Bob Menendez, Bibi & the GOP: The alliance sabotaging Iranian nuclear talks

A bipartisan, international group of hawks just can't wait to blow up the administration's diplomatic efforts

Published January 22, 2015 5:45PM (EST)

Bob Menendez                (Reuters/Kevin Lamarque)
Bob Menendez (Reuters/Kevin Lamarque)

Who's up for a military confrontation with Iran? You? You? No? The United States Congress is.

And at least the neocons are honest: they're perfectly upfront that no nuclear deal with Iran will be adequate for them and the only way to resolve this ("resolve") is to bomb the dickens out of Iran. Much more frustrating are the Democrats, like Sen. Bob Mendendez, who claim that they're only seeking to impose new sanctions on Iran to aid the administration's diplomatic efforts.

You know who doesn't seem to think that new sanctions, such as those put forth by Mendendez and Sen. Bob Corker, would help the administration's diplomatic efforts? The administration. The American diplomats who are actually doing the negotiating. Or their equivalents from the European Union, Britain, Germany, and France. (Remember when conservatives were all mad at the administration for stiffing dear, sweet France? Well, that was a whole week ago. We've reverted to the old, comfortable paradigm.) Hilldawg, too.

In Tuesday's State of the Union, President Obama reiterated his call on Congress to please not go out of its way to sabotage the administration's negotiations with Iran. "New sanctions passed by this Congress," he said, "at this moment in time, will all but guarantee that diplomacy fails — alienating America from its allies; and ensuring that Iran starts up its nuclear program again. It doesn’t make sense." He seems to be making this fairly straightforward case -- wait a few months! -- in public almost every day. He made it at length, and with backup from British Prime Minister David Cameron, in a press conference late last week. It doesn't appear to be helping much.

On the Republican side, that's to be expected. They love war almost as much as they love sabotaging the Obama presidency. And yet their move yesterday to fuse these twin desires was still shockingly brazen.

Speaker John Boehner, without consulting the White House, invited Israeli PM Benjamin Netanyahu to address a joint session of Congress in February. (Netanyahu appears to have accepted for March -- a couple of weeks before he's up for reelection.) It was offensive enough the last time Netanyahu spoke to a joint session of Congress to trash the administration's diplomatic efforts. That was three years ago, when President Obama was out of the country. But this is something of a whole other order. This comes right at crunch time for U.S. negotiators to finalize a deal. Netanyahu, a man of many political talents but with discretion not among them, will likely urge members of Congress to reject the diplomatic efforts being carried forth by the man at the other end of Pennsylvania avenue. There's a debate now about whether Boehner's invitation is a violation of protocol. Maybe, maybe not, but debating the technical descriptor is a distraction: it's obviously obnoxious to invite a foreign leader to come and trash a head of state's foreign policy before the legislature a dozen or so blocks away.

This would be more laughable if it were the typical Republican stunt: contained within the Republican bubble, with no viable path towards becoming policy. It that were the case, President Obama could go ahead and not care about it.

But the push for new sanctions has Democratic support. Two of the most prominent supporters of "tightening the screws on Iran" (/arbitrarily ending the possibility of a diplomatic accord) are senior Democratic Sens. Chuck Schumer and Menendez. They are working with Republicans to try to build a veto-proof majority on a new round of sanctions, and they may get it.

Menendez is going further off the deep end each day. At a hearing yesterday, he said, "The more I hear from the administration and its quotes, the more it sounds like talking points that come straight out of Tehran." Did the President spill wine on Mendendez at a holiday party or something?

It's time for Menendez and the Democrats who are going along with him to show the same sort of honesty that the neocons and Netanyahu are showing: this isn't about helping the administration in its negotiations by passing sanctions that all negotiators involved say will do the exact opposite. All it does is offer the hard-liners in Iran an excuse to abandon negotiations, which in turn offers Western hard-liners an excuse to expedite a military confrontation. If Menendez and his band of Democrats join Republicans, Netanyahu, and their fellow hawks in Iran and cause negotiations to collapse, they better be ready to accept the blame.


By Jim Newell

Jim Newell covers politics and media for Salon.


→ REQUIREMENT
What needs transcribing is the line with "Describe the element at coordinates (798, 380)" and every line after it to the end of the records, exactly and alone, with no pictures.

→ GIVEN DATA
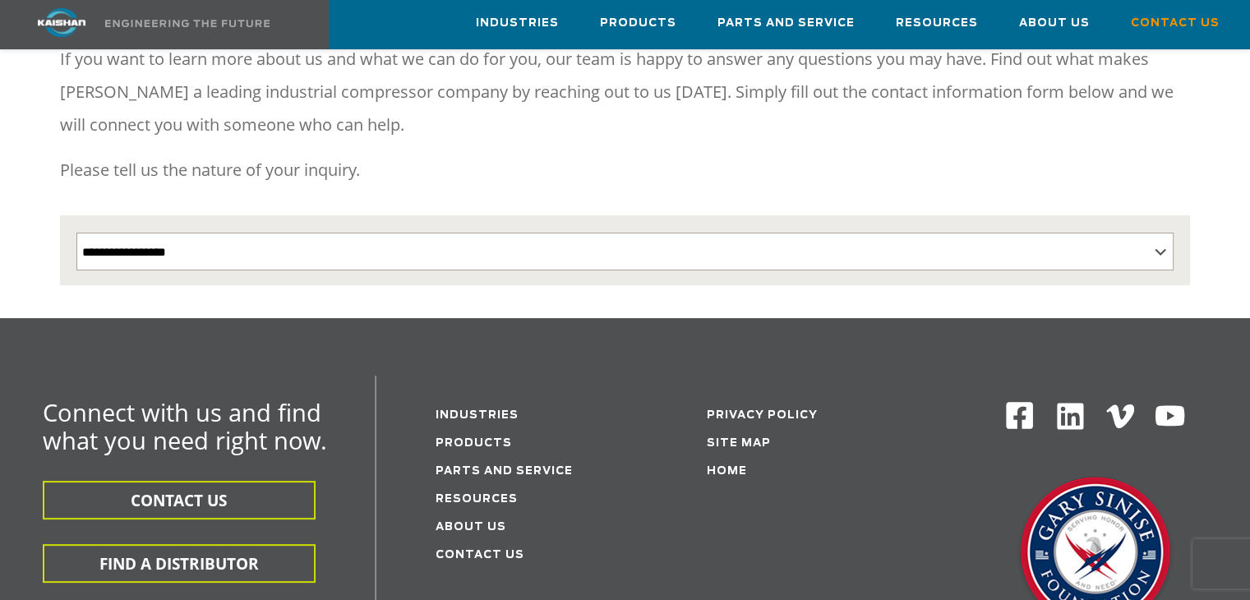  What do you see at coordinates (937, 23) in the screenshot?
I see `span: Resources` at bounding box center [937, 23].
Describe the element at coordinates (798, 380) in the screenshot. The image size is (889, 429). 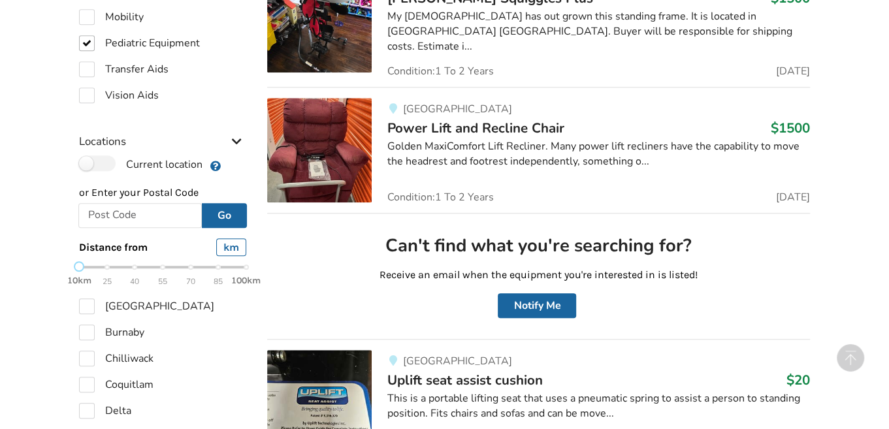
I see `h3: $20` at that location.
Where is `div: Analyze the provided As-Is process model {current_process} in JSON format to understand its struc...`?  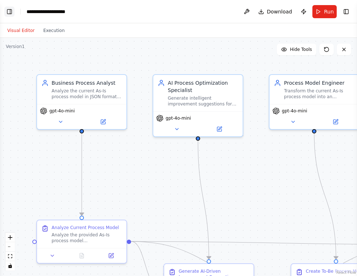
div: Analyze the provided As-Is process model {current_process} in JSON format to understand its struc... is located at coordinates (87, 238).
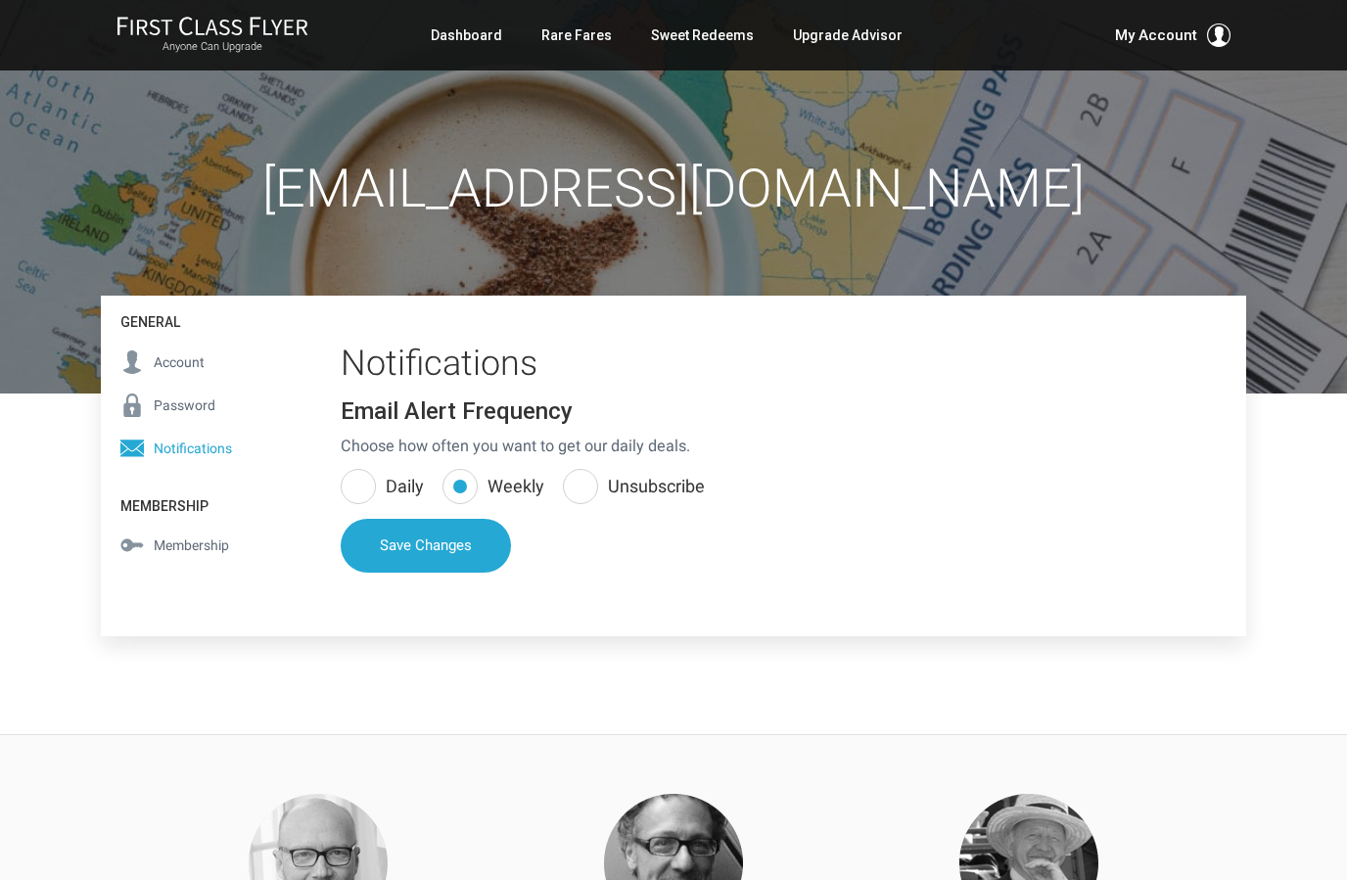 The height and width of the screenshot is (880, 1347). I want to click on h2: Notifications, so click(768, 364).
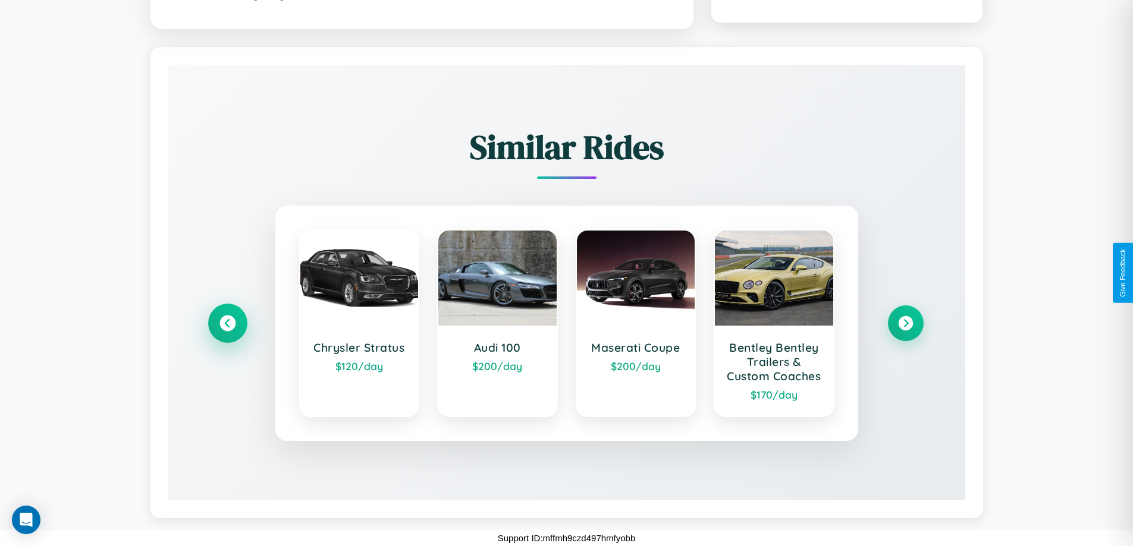  Describe the element at coordinates (497, 348) in the screenshot. I see `h3: Audi 100` at that location.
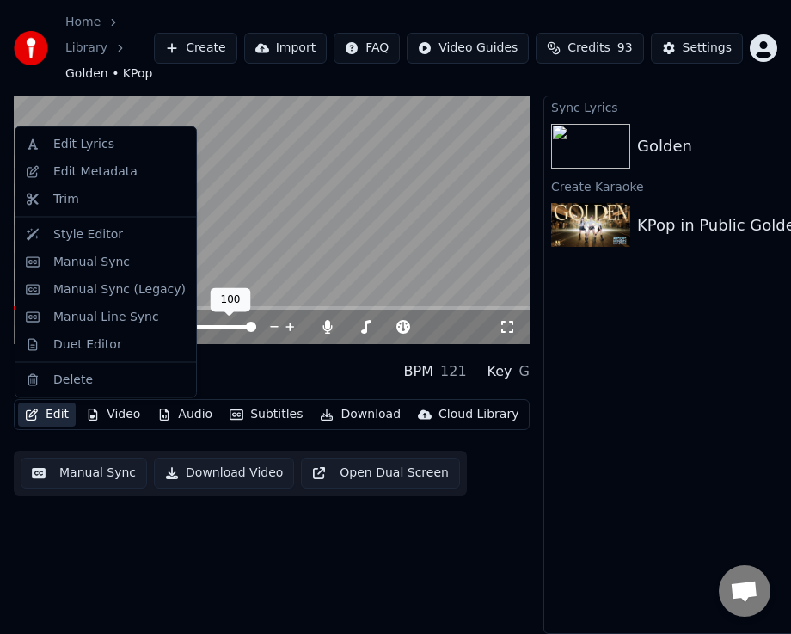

→ EXERCISE OUTPUT
Describe the element at coordinates (798, 380) in the screenshot. The image size is (889, 429). 
I see `h3: $20` at that location.
Where is `div: Analyze the provided As-Is process model {current_process} in JSON format to understand its struc...`?  
div: Analyze the provided As-Is process model {current_process} in JSON format to understand its struc... is located at coordinates (87, 238).
 The height and width of the screenshot is (880, 1347). I want to click on h2: Notifications, so click(768, 364).
  Describe the element at coordinates (497, 348) in the screenshot. I see `h3: Audi 100` at that location.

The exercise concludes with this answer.